Day in the life: Bank of America’s Joe Castinado talks patents
- Joe Castinado is a patent inventor and technology executive for Bank of America.
- The following is a day in his life inventing, raising chickens and restoring pocket knives.

Joe Castinado has been with Bank of America for 12 years, working in various capacities. Most recently, he’s served as a patent inventor and technology executive for the past 13 months. He works in Chief Operations and Technology Officer Cathy Bessant’s office, in an area called ‘payments technology and merchant service technology’ that involves different types of money movement.
As a second-generation Mexican-American, Castinado grew up in Western Nebraska in a ranching and farming community.
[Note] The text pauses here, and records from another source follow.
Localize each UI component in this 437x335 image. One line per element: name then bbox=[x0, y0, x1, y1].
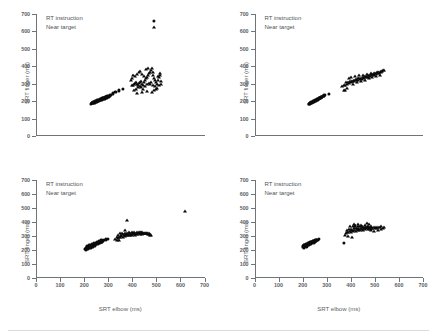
panel-top-left: SRT finger (ms) RT instructionNear targe… bbox=[0, 0, 219, 166]
panel-bottom-left: SRT finger (ms) RT instructionNear targe… bbox=[0, 166, 219, 318]
data-point-triangle bbox=[367, 222, 371, 225]
data-point-circle bbox=[121, 88, 124, 91]
data-point-triangle bbox=[145, 90, 149, 93]
x-tick-label: 400 bbox=[128, 282, 137, 288]
annotation-line: Near target bbox=[265, 189, 302, 198]
annotation-bottom-left: RT instructionNear target bbox=[46, 180, 83, 198]
panel-top-right: SRT finger (ms) RT instructionNear targe… bbox=[219, 0, 437, 166]
y-tick-label: 100 bbox=[21, 261, 30, 267]
data-point-triangle bbox=[159, 79, 163, 82]
x-tick-label: 600 bbox=[394, 282, 403, 288]
data-point-circle bbox=[152, 19, 155, 22]
y-tick bbox=[32, 236, 36, 237]
x-tick-label: 500 bbox=[152, 282, 161, 288]
data-point-triangle bbox=[378, 74, 382, 77]
annotation-line: RT instruction bbox=[265, 180, 302, 189]
y-tick-label: 500 bbox=[21, 205, 30, 211]
annotation-line: RT instruction bbox=[46, 180, 83, 189]
y-tick-label: 0 bbox=[246, 275, 249, 281]
y-tick-label: 400 bbox=[240, 63, 249, 69]
data-point-triangle bbox=[152, 26, 156, 29]
y-tick-label: 200 bbox=[21, 98, 30, 104]
y-tick-label: 200 bbox=[240, 247, 249, 253]
y-tick bbox=[251, 31, 255, 32]
annotation-line: RT instruction bbox=[265, 14, 302, 23]
data-point-circle bbox=[94, 244, 97, 247]
y-tick bbox=[251, 119, 255, 120]
y-tick-label: 0 bbox=[27, 275, 30, 281]
y-tick bbox=[32, 194, 36, 195]
y-tick-label: 600 bbox=[21, 28, 30, 34]
data-point-triangle bbox=[148, 82, 152, 85]
y-axis-title-bottom-right: SRT finger (ms) bbox=[243, 221, 249, 263]
data-point-triangle bbox=[350, 235, 354, 238]
data-point-triangle bbox=[147, 233, 151, 236]
annotation-line: RT instruction bbox=[46, 14, 83, 23]
y-axis-line bbox=[255, 180, 256, 278]
y-tick-label: 400 bbox=[21, 219, 30, 225]
x-tick-label: 400 bbox=[346, 282, 355, 288]
y-tick bbox=[32, 264, 36, 265]
y-tick bbox=[251, 49, 255, 50]
y-tick-label: 300 bbox=[21, 81, 30, 87]
data-point-triangle bbox=[382, 69, 386, 72]
y-tick bbox=[32, 14, 36, 15]
y-tick-label: 200 bbox=[240, 98, 249, 104]
y-tick-label: 700 bbox=[240, 177, 249, 183]
y-tick bbox=[251, 222, 255, 223]
data-point-triangle bbox=[129, 79, 133, 82]
y-tick-label: 700 bbox=[21, 11, 30, 17]
y-axis-line bbox=[255, 14, 256, 136]
y-tick bbox=[251, 194, 255, 195]
y-tick bbox=[251, 250, 255, 251]
y-tick bbox=[32, 180, 36, 181]
data-point-triangle bbox=[142, 74, 146, 77]
y-tick-label: 300 bbox=[240, 233, 249, 239]
data-point-triangle bbox=[342, 89, 346, 92]
data-point-triangle bbox=[345, 228, 349, 231]
x-tick-label: 700 bbox=[419, 282, 428, 288]
annotation-bottom-right: RT instructionNear target bbox=[265, 180, 302, 198]
y-tick bbox=[32, 84, 36, 85]
data-point-triangle bbox=[140, 91, 144, 94]
x-tick-label: 0 bbox=[253, 282, 256, 288]
annotation-line: Near target bbox=[46, 23, 83, 32]
x-tick-label: 100 bbox=[56, 282, 65, 288]
y-tick-label: 400 bbox=[21, 63, 30, 69]
y-tick-label: 0 bbox=[246, 133, 249, 139]
y-tick-label: 200 bbox=[21, 247, 30, 253]
y-tick-label: 300 bbox=[21, 233, 30, 239]
y-tick-label: 0 bbox=[27, 133, 30, 139]
panel-bottom-right: SRT finger (ms) RT instructionNear targe… bbox=[219, 166, 437, 318]
y-tick bbox=[251, 14, 255, 15]
data-point-triangle bbox=[159, 82, 163, 85]
data-point-triangle bbox=[117, 239, 121, 242]
y-axis-line bbox=[36, 14, 37, 136]
x-axis-line bbox=[255, 277, 424, 278]
y-tick bbox=[251, 180, 255, 181]
footer-divider bbox=[8, 330, 429, 331]
x-axis-line bbox=[36, 277, 205, 278]
x-tick-label: 700 bbox=[200, 282, 209, 288]
y-tick-label: 100 bbox=[240, 116, 249, 122]
x-tick-label: 300 bbox=[104, 282, 113, 288]
data-point-triangle bbox=[125, 219, 129, 222]
y-tick bbox=[32, 31, 36, 32]
y-axis-title-bottom-left: SRT finger (ms) bbox=[24, 221, 30, 263]
data-point-triangle bbox=[123, 229, 127, 232]
y-tick-label: 500 bbox=[240, 205, 249, 211]
x-tick-label: 0 bbox=[35, 282, 38, 288]
y-tick-label: 100 bbox=[240, 261, 249, 267]
y-tick bbox=[32, 119, 36, 120]
x-axis-line bbox=[36, 135, 205, 136]
data-point-triangle bbox=[183, 209, 187, 212]
plot-area-bottom-left: RT instructionNear target 01002003004005… bbox=[36, 180, 205, 278]
y-tick-label: 700 bbox=[21, 177, 30, 183]
data-point-circle bbox=[317, 237, 320, 240]
y-tick bbox=[251, 101, 255, 102]
y-tick bbox=[251, 136, 255, 137]
data-point-circle bbox=[312, 241, 315, 244]
annotation-top-left: RT instructionNear target bbox=[46, 14, 83, 32]
y-tick-label: 600 bbox=[240, 28, 249, 34]
y-tick bbox=[251, 236, 255, 237]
He says he grew up without much and lived out in the rural part of the town, but he’d often visit friends at their farms and they always had chickens running around. Eventually, he and his Minnesotan wife decided to raise five tiny chicks that grew to be five hens that supply them and their neighbors with a never-ending stock of farm fresh eggs.
“I built them a chicken coop,” says Castinado. “I call it the Taj Mahal of chicken coops.”
This content is available exclusively to Tearsheet Outlier members.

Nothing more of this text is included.